Markedly increased cellularity, along with significant nuclear atypia, discernible mitotic activity, and tumor necrosis, should raise concern for secondary chondrosarcoma. Rarely, dedifferentiated chondrosarcoma may develop in an osteochondroma. However, distinguishing osteochondroma from low-grade secondary chondrosarcoma is difficult based on purely histologic grounds and should be made by a multidisciplinary approach.
Cytogenetic alterations involving 8q22-24.1, where the EXT1 gene is located, are found in approximately 56% to 78% of HMO cases and up to 80% of sporadic osteochondromas, whereas cytogenetic abnormalities involving the EXT2 gene (11p12-p11) are less frequent and are only seen in HMO cases (21% to 44%). HMO is inherited in an autosomal dominant manner, with an estimated penetrance of 96%. About 10% of affected individuals develop HMO as the result of a de novo mutation.
The cell origin in osteochondroma is thought to be the proliferating chondrocyte of the growth plate. The EXT gene products, exostosin-1 and exostosin-2, are transmembrane glycoproteins involved in biosynthesis of heparan sulfate proteoglycans, which are the key modulators of endochondral ossification. A mixture of wild-type and heparan sulfate–mutated chondrocytes are present in the cartilage cap of osteochondromas. Most mutations in the EXT1 or EXT2 genes in HMO patients are thought to result in a truncated or nonfunctional protein. Loss of heparan sulfate may give the chondrocyte a proliferative advantage, thus resulting in the loss of polarity and leading to altered hedgehog signaling. The double-hit mutation model was proposed for the formation of osteochondromas.
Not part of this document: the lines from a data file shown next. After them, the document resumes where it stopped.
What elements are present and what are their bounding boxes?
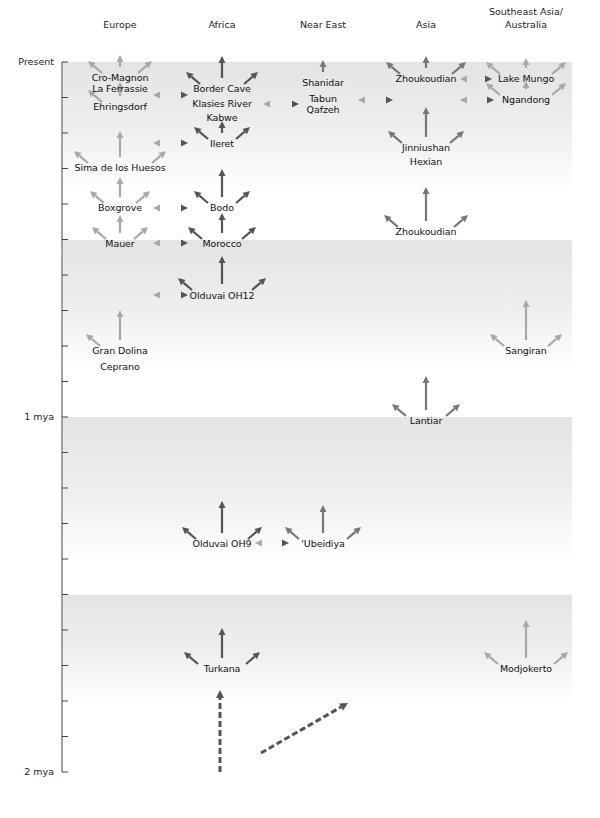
- site-label: Shanidar: [302, 77, 344, 88]
- site-label: Zhoukoudian: [396, 226, 457, 237]
- up-right-arrow: [236, 191, 250, 203]
- site-label: Ceprano: [100, 361, 139, 372]
- site-label: Klasies River: [192, 98, 251, 109]
- site-label: 'Ubeidiya: [301, 538, 344, 549]
- up-right-arrow: [446, 404, 460, 416]
- site-label: Modjokerto: [500, 663, 552, 674]
- time-band: [63, 595, 572, 700]
- site-label: Qafzeh: [307, 104, 340, 115]
- axis-label: 1 mya: [4, 411, 54, 422]
- site-label: Olduvai OH9: [193, 538, 252, 549]
- up-left-arrow: [194, 191, 208, 203]
- up-right-arrow: [242, 227, 256, 239]
- dashed-arrow: [261, 703, 348, 753]
- double-arrow: [153, 205, 188, 212]
- site-label: Bodo: [210, 202, 234, 213]
- region-header: Near East: [300, 18, 346, 31]
- site-label: Zhoukoudian: [396, 73, 457, 84]
- region-header: Africa: [208, 18, 235, 31]
- dashed-origin-arrows: [216, 690, 348, 772]
- site-label: Olduvai OH12: [190, 290, 255, 301]
- up-arrow: [423, 376, 430, 410]
- site-label: Kabwe: [206, 112, 237, 123]
- hominin-dispersal-diagram: EuropeAfricaNear EastAsiaSoutheast Asia/…: [0, 0, 600, 818]
- axis-label: Present: [4, 56, 54, 67]
- site-label: Cro-Magnon: [92, 72, 149, 83]
- region-header: Asia: [416, 18, 436, 31]
- up-arrow: [423, 187, 430, 221]
- site-label: Sima de los Huesos: [74, 162, 165, 173]
- axis-label: 2 mya: [4, 766, 54, 777]
- site-label: Morocco: [202, 238, 241, 249]
- site-label: Ileret: [210, 138, 234, 149]
- region-header: Southeast Asia/Australia: [489, 5, 563, 31]
- up-left-arrow: [92, 227, 106, 239]
- site-label: La Ferrassie: [92, 83, 148, 94]
- up-right-arrow: [134, 227, 148, 239]
- site-label: Ngandong: [502, 94, 550, 105]
- site-label: Ehringsdorf: [93, 101, 147, 112]
- site-label: Turkana: [204, 663, 241, 674]
- up-arrow: [219, 213, 226, 233]
- up-left-arrow: [392, 404, 406, 416]
- site-label: Mauer: [105, 238, 134, 249]
- up-arrow: [117, 215, 124, 233]
- site-label: Hexian: [410, 156, 442, 167]
- site-label: Tabun: [309, 93, 337, 104]
- site-label: Border Cave: [193, 83, 251, 94]
- dashed-arrow: [216, 690, 224, 772]
- site-label: Jinniushan: [402, 142, 450, 153]
- diagram-canvas: [0, 0, 600, 818]
- region-header-line: Australia: [489, 18, 563, 31]
- region-header: Europe: [103, 18, 136, 31]
- site-label: Boxgrove: [98, 202, 142, 213]
- region-header-line: Southeast Asia/: [489, 5, 563, 18]
- site-label: Sangiran: [505, 345, 547, 356]
- site-label: Gran Dolina: [92, 345, 147, 356]
- up-left-arrow: [188, 227, 202, 239]
- time-axis: [62, 62, 68, 772]
- site-label: Lake Mungo: [498, 73, 554, 84]
- site-label: Lantiar: [410, 415, 443, 426]
- time-bands: [63, 62, 572, 700]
Based on this model, the chondrocytes harboring mutations causing disturbed hedgehog signaling lose polarity and grow out through a defective bony collar.
The molecular genetic testing for EXT genes includes fluorescence in situ hybridization (FISH; for larger deletions) and sequence analysis (for small intragenic deletions/insertions and missense, nonsense, and splice site mutations).
Osteochondromas usually stop growing at the time of growth plate closure. Treatment is generally unnecessary for asymptomatic lesions. If the tumor is causing pain or neurologic symptoms due to compression, a complete excision at the base is curative.
The risk of malignant transformation in solitary osteochondromas increases as the number and size of the osteochondromas increases. Sessile lesions are more likely to transform into sarcoma than pedunculated tumors. The estimated risk of malignant transformation to a secondary chondrosarcoma is about 1% for solitary osteochondromas and 5% to 30% in patients with HMO.
Bizarre parosteal osteochondromatous proliferation (BPOP) is characterized by a rapidly growing bony mass involving the surface of bone, usually affecting the small, tubular bones of the hands and feet. It was first described in 1983 by Nora and colleagues ; thus, it is also known as Nora lesion.
BPOP is typically small but has aggressive features on imaging studies and worrisome findings histologically. It was originally thought to be a reactive process; however, recent cytogenetic studies have identified a nonrandom molecular signature t(1 : 17)(q32;q21), thus supporting its neoplastic nature.
BPOP can occur in individuals of all ages but is more commonly seen in younger adults, with a peak incidence in the third and fourth decades of life. Men and women are equally affected.
BPOP most commonly involves the proximal and middle phalanges, metacarpals, and metatarsals, and it rarely occurs in the long bones, skull, and jaw. Swelling or mass with or without pain is the most common clinical presentation. The mass seems to grow rapidly over weeks or months. A history of trauma is typically absent.